Spring 2016, NYU Abu Dhabi


Introduction

What is Epistemology?

At a first pass, epistemology is the study of the questions: "What is knowledge?" And "Do I have any?"

As you'll see, there are close connections between these questions and questions about what we have good evidence or reasons to believe. So epistemology is also the study of questions about evidence and reasons.

Some Arguments that You Don't Have Much Knowledge

There are several philosophical arguments that purport to show that you don't have any knowledge--or at any rate, that you don't have very much knowledge.

A skeptic is someone who doubts whether we have knowledge of a certain sort. For instance, a skeptic about the external world is someone who doubts whether we have knowledge of the external world. That's the kind of skeptical challenge that we'll be focusing on in this class.

Comment:
There are also skeptical challenges to your knowledge of the past, the future, mathematical facts, and unobserved scientific phenomena; challenges to your knowledge that other people have minds, and to whether you can ever rely on their testimony; and more. There are even challenges to whether you can know what your own words mean.

Above we described three kinds of skeptical argument: from lotteries, from scenarios like dreaming, from the fact that our evidence falls short of proving or conclusively establishing our beliefs. We will discuss all of these this term, but especially the argument from dreaming.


_ACTIVITY_
Take the entries below and print, exactly, the stretch from the line containing "The height and width of the screenshot is (446, 933)." through the line containing "What do you see at coordinates (426, 223)", both included.

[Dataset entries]
________
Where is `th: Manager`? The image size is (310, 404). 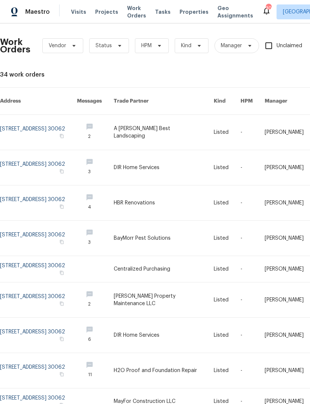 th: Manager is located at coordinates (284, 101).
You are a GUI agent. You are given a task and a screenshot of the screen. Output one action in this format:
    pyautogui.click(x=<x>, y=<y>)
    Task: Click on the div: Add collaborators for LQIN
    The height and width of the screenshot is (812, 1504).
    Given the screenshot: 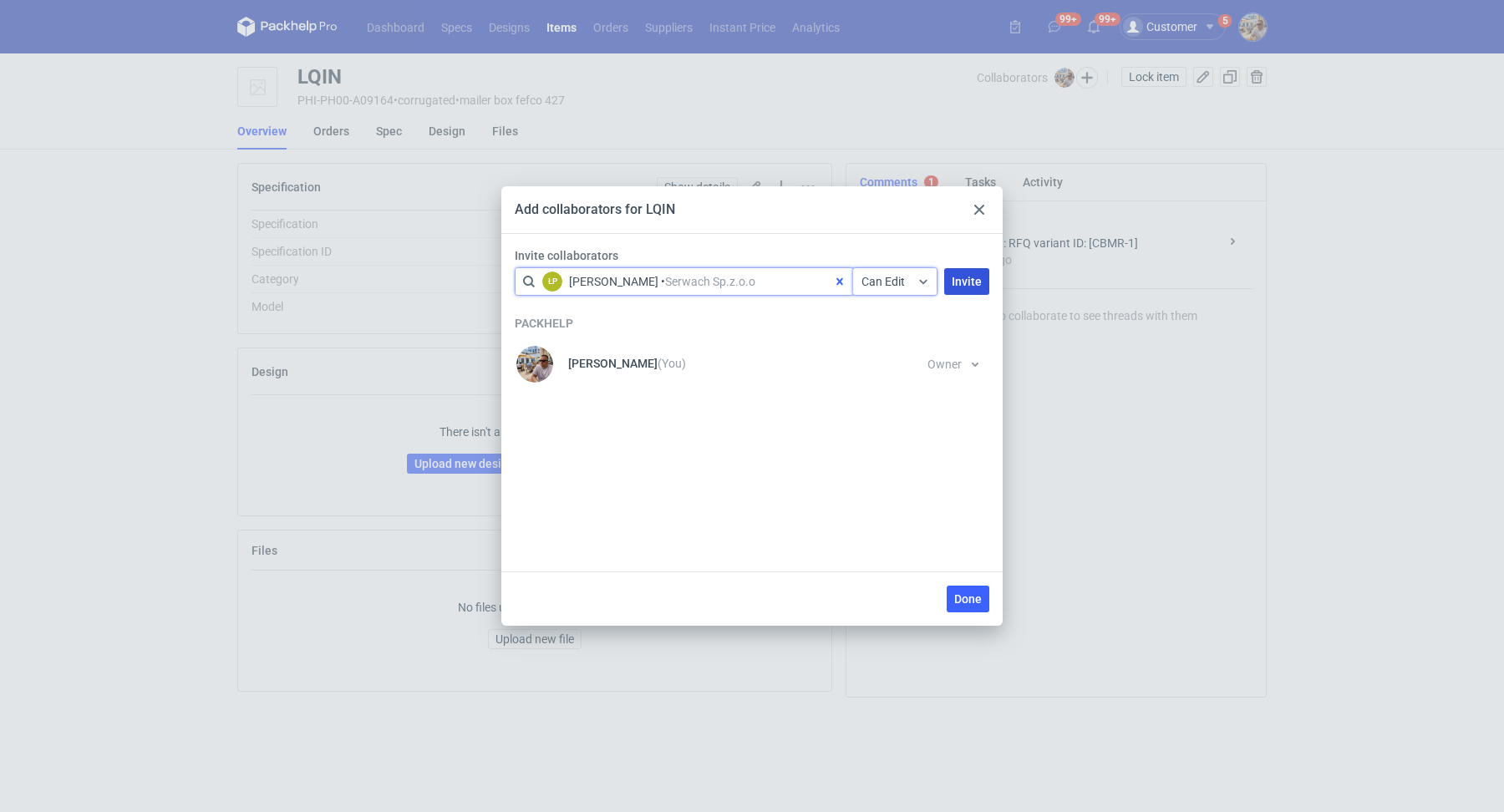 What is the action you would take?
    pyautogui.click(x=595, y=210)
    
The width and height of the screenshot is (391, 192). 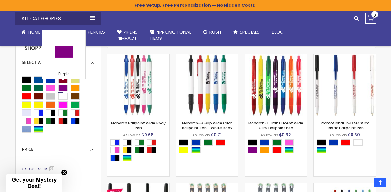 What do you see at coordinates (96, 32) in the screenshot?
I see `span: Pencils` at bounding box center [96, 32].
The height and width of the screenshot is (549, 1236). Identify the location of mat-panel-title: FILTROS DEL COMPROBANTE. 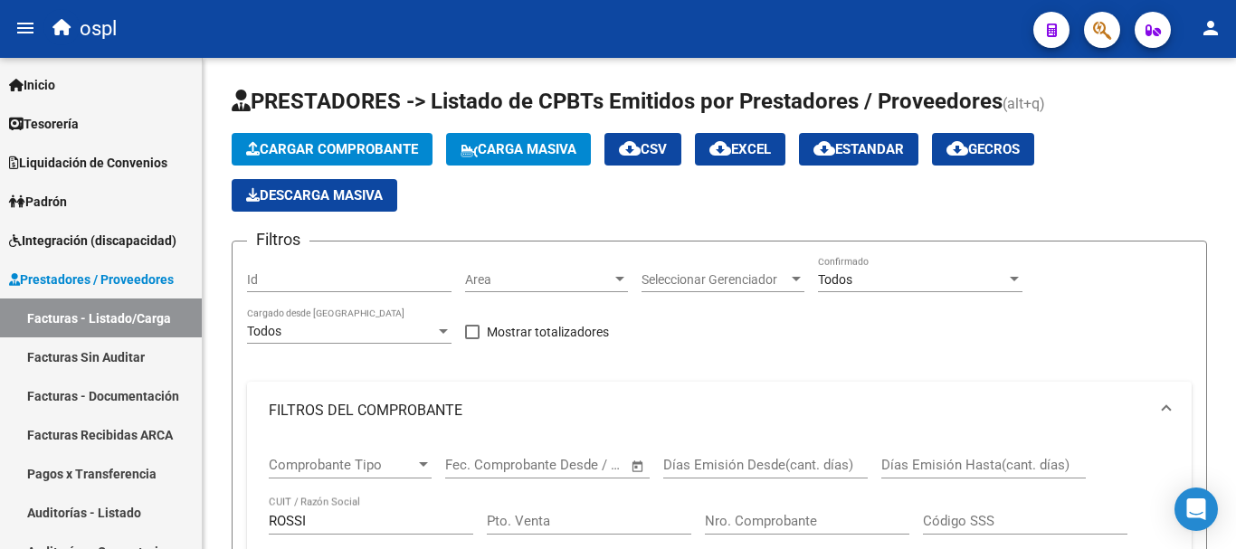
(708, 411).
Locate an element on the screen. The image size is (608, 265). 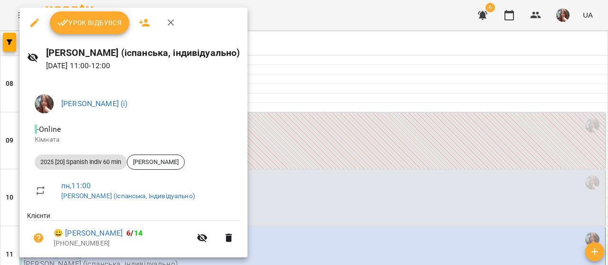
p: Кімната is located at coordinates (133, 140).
________
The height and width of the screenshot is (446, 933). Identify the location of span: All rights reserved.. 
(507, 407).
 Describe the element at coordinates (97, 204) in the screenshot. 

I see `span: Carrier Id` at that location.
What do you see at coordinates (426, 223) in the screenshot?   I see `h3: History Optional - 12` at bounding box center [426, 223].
________
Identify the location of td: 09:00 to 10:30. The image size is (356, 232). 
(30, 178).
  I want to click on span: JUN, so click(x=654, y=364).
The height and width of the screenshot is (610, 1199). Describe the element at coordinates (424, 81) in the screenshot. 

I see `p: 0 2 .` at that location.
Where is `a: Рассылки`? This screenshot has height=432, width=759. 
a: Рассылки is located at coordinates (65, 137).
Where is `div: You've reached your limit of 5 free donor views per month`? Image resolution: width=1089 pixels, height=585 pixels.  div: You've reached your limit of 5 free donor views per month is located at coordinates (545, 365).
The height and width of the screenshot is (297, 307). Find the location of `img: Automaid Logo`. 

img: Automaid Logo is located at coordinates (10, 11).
________
_RESULT_
The height and width of the screenshot is (446, 933). Identify the location of span: All rights reserved.. 
(507, 407).
 Describe the element at coordinates (97, 204) in the screenshot. 

I see `span: Carrier Id` at that location.
What do you see at coordinates (426, 223) in the screenshot?   I see `h3: History Optional - 12` at bounding box center [426, 223].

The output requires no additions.